Two months into my MBA and I can’t help but get a little (lot) reflective. How has my MBA been so far? Is it everything I thought it would be? Have I fully explored the multiple Oxford things? Have I made hundreds of friends? Have I ‘achieved’ the things I thought I would have by now?
Answers to many of these would perhaps disappoint the me from a few months ago. But me from a few months ago has no idea of the whirlwind about to hit her. And she is yet to truly discover the extremely rehashed, but extremely relevant MBA adage: 'It depends!'
Theoretically, you are aware of how gruesome MBAs are supposed to be. You have been told by many a well-meaning friend the rollercoaster that is the one-year program. But staying true to the most human instinct of all, you don’t really believe it, until you experience it yourself.
For a person who actively avoids restaurants or even ecommerce platforms with way too many options, it’s been extremely interesting navigating through all the choices every day in the Oxford MBA brings. The paradox of choice has never been a more real thing!
A product workshop or a presentation you’ve had one day to create. A Diwali party or mock interview practice. Three pre-readings or a trip to London. A birthday celebration or a group assessment. These are just some of the many choices you may deal with on an everyday basis. And this is just about one week of the MBA.
Here’s the brass tacks: sometimes the choice you make works out beautifully and everything is right in the world, even if for that moment. And the other times you can’t help but wonder what is it that you’re even doing with your time (and life). Emotions can escalate very quicky in the MBA, and spiraling, sadly, is a reality. Because it’s just so much easier to be harsh on oneself that to revel on the seven other things that may have been great.
It is at this point I’ve realized we need to do ourselves a giant favour and just step outside of our own heads. Into soaking up the limited hours of sunlight. Into watching re-runs of Fleabag. Into a conversation with a friend from the former life. Or better still, a conversation with someone in the cohort. For that conversation will most likely reveal that they too, are journeying somewhere through that spiral. And the feeling of getting it all wrong, is actually a shared experience. And you probably are not that worse off after all.
The realization that you’re together in your turmoil and supposed mediocrity is strangely empowering. Because maybe if we’re all feeling it, it has more to do with this beautiful yet completely alien context we’re all now a part of? Maybe it’s not our ‘shortfalls’ but just us being human?
And with that, you keep on keeping on!
With a few shares of spirals, and conversations with people about their own spirals, this is where I’m at: there is no right way to do the MBA. No set recipe to follow for guaranteed success. It really…all depends! On what you want, in that moment. And much like life itself, this is subject to change. And that’s okay!
So, we put our best game faces on, have a vague sense of what we think we want, and just show up! To class, to a talk, to that drink or just to bed! And see where that choice takes us.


Print all entries word for word.

Segment Start: THE INPUT

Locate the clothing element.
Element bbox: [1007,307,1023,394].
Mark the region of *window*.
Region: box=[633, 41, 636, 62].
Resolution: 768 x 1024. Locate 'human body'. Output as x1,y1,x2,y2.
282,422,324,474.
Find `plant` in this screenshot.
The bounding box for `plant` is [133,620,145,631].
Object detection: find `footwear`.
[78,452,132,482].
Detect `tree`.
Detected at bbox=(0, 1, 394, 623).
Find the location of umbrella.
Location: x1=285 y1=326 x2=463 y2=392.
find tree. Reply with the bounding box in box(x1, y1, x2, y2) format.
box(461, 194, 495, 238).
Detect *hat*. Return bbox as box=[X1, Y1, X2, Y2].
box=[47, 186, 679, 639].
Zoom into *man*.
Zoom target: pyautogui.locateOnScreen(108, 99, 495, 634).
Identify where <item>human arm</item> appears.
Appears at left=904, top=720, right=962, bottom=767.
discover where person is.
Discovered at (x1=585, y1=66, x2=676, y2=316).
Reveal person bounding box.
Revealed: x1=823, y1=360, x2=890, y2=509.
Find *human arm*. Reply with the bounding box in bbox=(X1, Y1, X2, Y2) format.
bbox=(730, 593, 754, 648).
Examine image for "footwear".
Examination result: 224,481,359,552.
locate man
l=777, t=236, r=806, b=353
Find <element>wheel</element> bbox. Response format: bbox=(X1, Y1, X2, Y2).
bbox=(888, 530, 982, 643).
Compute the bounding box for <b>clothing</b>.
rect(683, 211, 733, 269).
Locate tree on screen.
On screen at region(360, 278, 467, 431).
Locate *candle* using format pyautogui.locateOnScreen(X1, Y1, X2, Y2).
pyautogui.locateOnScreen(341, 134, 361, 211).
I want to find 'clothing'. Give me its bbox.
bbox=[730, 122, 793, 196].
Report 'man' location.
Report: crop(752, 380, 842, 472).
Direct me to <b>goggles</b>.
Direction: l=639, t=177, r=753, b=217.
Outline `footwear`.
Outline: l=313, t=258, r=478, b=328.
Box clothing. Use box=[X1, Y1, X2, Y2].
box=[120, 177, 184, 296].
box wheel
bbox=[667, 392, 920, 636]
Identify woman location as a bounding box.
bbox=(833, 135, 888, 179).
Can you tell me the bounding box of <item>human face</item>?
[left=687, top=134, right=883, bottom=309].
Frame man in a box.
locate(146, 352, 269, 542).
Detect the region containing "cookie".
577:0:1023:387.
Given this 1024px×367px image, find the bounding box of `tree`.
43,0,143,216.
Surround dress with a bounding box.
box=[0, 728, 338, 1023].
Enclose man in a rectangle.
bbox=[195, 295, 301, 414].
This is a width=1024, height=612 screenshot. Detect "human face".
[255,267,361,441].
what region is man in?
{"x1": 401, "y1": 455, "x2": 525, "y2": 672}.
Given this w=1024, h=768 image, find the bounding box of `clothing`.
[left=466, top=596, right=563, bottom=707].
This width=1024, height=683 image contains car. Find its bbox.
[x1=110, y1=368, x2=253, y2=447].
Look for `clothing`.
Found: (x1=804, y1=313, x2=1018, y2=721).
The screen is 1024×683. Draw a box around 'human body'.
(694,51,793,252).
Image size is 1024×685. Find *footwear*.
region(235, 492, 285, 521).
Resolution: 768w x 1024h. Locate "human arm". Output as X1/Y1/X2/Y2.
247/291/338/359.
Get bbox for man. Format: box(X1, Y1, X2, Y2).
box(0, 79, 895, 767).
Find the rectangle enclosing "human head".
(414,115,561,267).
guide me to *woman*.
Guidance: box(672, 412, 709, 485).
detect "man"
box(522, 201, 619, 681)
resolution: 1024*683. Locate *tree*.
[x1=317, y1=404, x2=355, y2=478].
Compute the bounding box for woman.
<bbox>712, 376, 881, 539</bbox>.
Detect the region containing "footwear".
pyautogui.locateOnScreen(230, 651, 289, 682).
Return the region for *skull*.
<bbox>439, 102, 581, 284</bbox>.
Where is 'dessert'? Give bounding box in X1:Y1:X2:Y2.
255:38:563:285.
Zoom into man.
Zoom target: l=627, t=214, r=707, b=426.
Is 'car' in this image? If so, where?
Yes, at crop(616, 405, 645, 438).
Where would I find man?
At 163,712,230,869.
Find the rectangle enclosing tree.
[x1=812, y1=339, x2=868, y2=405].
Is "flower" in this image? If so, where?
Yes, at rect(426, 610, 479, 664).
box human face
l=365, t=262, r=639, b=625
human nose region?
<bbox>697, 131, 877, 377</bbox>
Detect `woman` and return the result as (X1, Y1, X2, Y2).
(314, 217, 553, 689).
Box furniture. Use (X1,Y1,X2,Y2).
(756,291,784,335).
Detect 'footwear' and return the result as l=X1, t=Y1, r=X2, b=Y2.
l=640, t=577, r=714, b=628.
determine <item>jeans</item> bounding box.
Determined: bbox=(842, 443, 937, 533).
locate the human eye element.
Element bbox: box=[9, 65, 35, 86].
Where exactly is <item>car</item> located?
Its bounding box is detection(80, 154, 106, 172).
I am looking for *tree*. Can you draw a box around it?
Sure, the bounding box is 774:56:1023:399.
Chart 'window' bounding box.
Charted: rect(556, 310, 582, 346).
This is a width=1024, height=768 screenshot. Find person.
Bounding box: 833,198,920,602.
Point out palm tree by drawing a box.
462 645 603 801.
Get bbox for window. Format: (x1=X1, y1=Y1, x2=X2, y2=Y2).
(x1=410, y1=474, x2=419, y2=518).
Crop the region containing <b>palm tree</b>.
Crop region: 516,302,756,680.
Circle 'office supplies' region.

Segment End: THE INPUT

[RESULT BELOW]
Locate the clothing element.
Element bbox: [1007,307,1023,394].
Mark the region of *window*.
Region: box=[633, 41, 636, 62].
Resolution: 768 x 1024. Locate 'human body'. Output as x1,y1,x2,y2.
282,422,324,474.
Find `plant` in this screenshot.
The bounding box for `plant` is [133,620,145,631].
Object detection: find `footwear`.
[78,452,132,482].
Detect `tree`.
Detected at bbox=(0, 1, 394, 623).
Find the location of umbrella.
Location: x1=285 y1=326 x2=463 y2=392.
find tree. Reply with the bounding box in box(x1, y1, x2, y2) format.
box(461, 194, 495, 238).
Detect *hat*. Return bbox as box=[X1, Y1, X2, Y2].
box=[47, 186, 679, 639].
Zoom into *man*.
Zoom target: pyautogui.locateOnScreen(108, 99, 495, 634).
Identify where <item>human arm</item> appears.
Appears at left=904, top=720, right=962, bottom=767.
discover where person is.
Discovered at (x1=585, y1=66, x2=676, y2=316).
Reveal person bounding box.
Revealed: x1=823, y1=360, x2=890, y2=509.
Find *human arm*. Reply with the bounding box in bbox=(X1, Y1, X2, Y2) format.
bbox=(730, 593, 754, 648).
Examine image for "footwear".
Examination result: 224,481,359,552.
locate man
l=777, t=236, r=806, b=353
Find <element>wheel</element> bbox. Response format: bbox=(X1, Y1, X2, Y2).
bbox=(888, 530, 982, 643).
Compute the bounding box for <b>clothing</b>.
rect(683, 211, 733, 269).
Locate tree on screen.
On screen at region(360, 278, 467, 431).
Locate *candle* using format pyautogui.locateOnScreen(X1, Y1, X2, Y2).
pyautogui.locateOnScreen(341, 134, 361, 211).
I want to find 'clothing'. Give me its bbox.
bbox=[730, 122, 793, 196].
Report 'man' location.
Report: crop(752, 380, 842, 472).
Direct me to <b>goggles</b>.
Direction: l=639, t=177, r=753, b=217.
Outline `footwear`.
Outline: l=313, t=258, r=478, b=328.
Box clothing. Use box=[X1, Y1, X2, Y2].
box=[120, 177, 184, 296].
box wheel
bbox=[667, 392, 920, 636]
Identify woman location as a bounding box.
bbox=(833, 135, 888, 179).
Can you tell me the bounding box of <item>human face</item>?
[left=687, top=134, right=883, bottom=309].
Frame man in a box.
locate(146, 352, 269, 542).
Detect the region containing "cookie".
577:0:1023:387.
Given this 1024px×367px image, find the bounding box of `tree`.
43,0,143,216.
Surround dress with a bounding box.
box=[0, 728, 338, 1023].
Enclose man in a rectangle.
bbox=[195, 295, 301, 414].
This is a width=1024, height=612 screenshot. Detect "human face".
[255,267,361,441].
what region is man in?
{"x1": 401, "y1": 455, "x2": 525, "y2": 672}.
Given this w=1024, h=768 image, find the bounding box of `clothing`.
[left=466, top=596, right=563, bottom=707].
This width=1024, height=683 image contains car. Find its bbox.
[x1=110, y1=368, x2=253, y2=447].
Look for `clothing`.
Found: (x1=804, y1=313, x2=1018, y2=721).
The screen is 1024×683. Draw a box around 'human body'.
(694,51,793,252).
Image size is 1024×685. Find *footwear*.
region(235, 492, 285, 521).
Resolution: 768w x 1024h. Locate "human arm". Output as X1/Y1/X2/Y2.
247/291/338/359.
Get bbox for man. Format: box(X1, Y1, X2, Y2).
box(0, 79, 895, 767).
Find the rectangle enclosing "human head".
(414,115,561,267).
guide me to *woman*.
Guidance: box(672, 412, 709, 485).
detect "man"
box(522, 201, 619, 681)
resolution: 1024*683. Locate *tree*.
[x1=317, y1=404, x2=355, y2=478].
Compute the bounding box for woman.
<bbox>712, 376, 881, 539</bbox>.
Detect the region containing "footwear".
pyautogui.locateOnScreen(230, 651, 289, 682).
Return the region for *skull*.
<bbox>439, 102, 581, 284</bbox>.
Where is 'dessert'? Give bounding box in X1:Y1:X2:Y2.
255:38:563:285.
Zoom into man.
Zoom target: l=627, t=214, r=707, b=426.
Is 'car' in this image? If so, where?
Yes, at crop(616, 405, 645, 438).
Where would I find man?
At 163,712,230,869.
Find the rectangle enclosing tree.
[x1=812, y1=339, x2=868, y2=405].
Is "flower" in this image? If so, where?
Yes, at rect(426, 610, 479, 664).
box human face
l=365, t=262, r=639, b=625
human nose region?
<bbox>697, 131, 877, 377</bbox>
Detect `woman` and return the result as (X1, Y1, X2, Y2).
(314, 217, 553, 689).
Box furniture. Use (X1,Y1,X2,Y2).
(756,291,784,335).
Detect 'footwear' and return the result as l=X1, t=Y1, r=X2, b=Y2.
l=640, t=577, r=714, b=628.
determine <item>jeans</item> bounding box.
Determined: bbox=(842, 443, 937, 533).
locate the human eye element.
Element bbox: box=[9, 65, 35, 86].
Where exactly is <item>car</item> located?
Its bounding box is detection(80, 154, 106, 172).
I am looking for *tree*. Can you draw a box around it?
Sure, the bounding box is 774:56:1023:399.
Chart 'window' bounding box.
Charted: rect(556, 310, 582, 346).
This is a width=1024, height=768 screenshot. Find person.
Bounding box: 833,198,920,602.
Point out palm tree by drawing a box.
462 645 603 801.
Get bbox for window. Format: (x1=X1, y1=Y1, x2=X2, y2=Y2).
(x1=410, y1=474, x2=419, y2=518).
Crop the region containing <b>palm tree</b>.
Crop region: 516,302,756,680.
Circle 'office supplies' region.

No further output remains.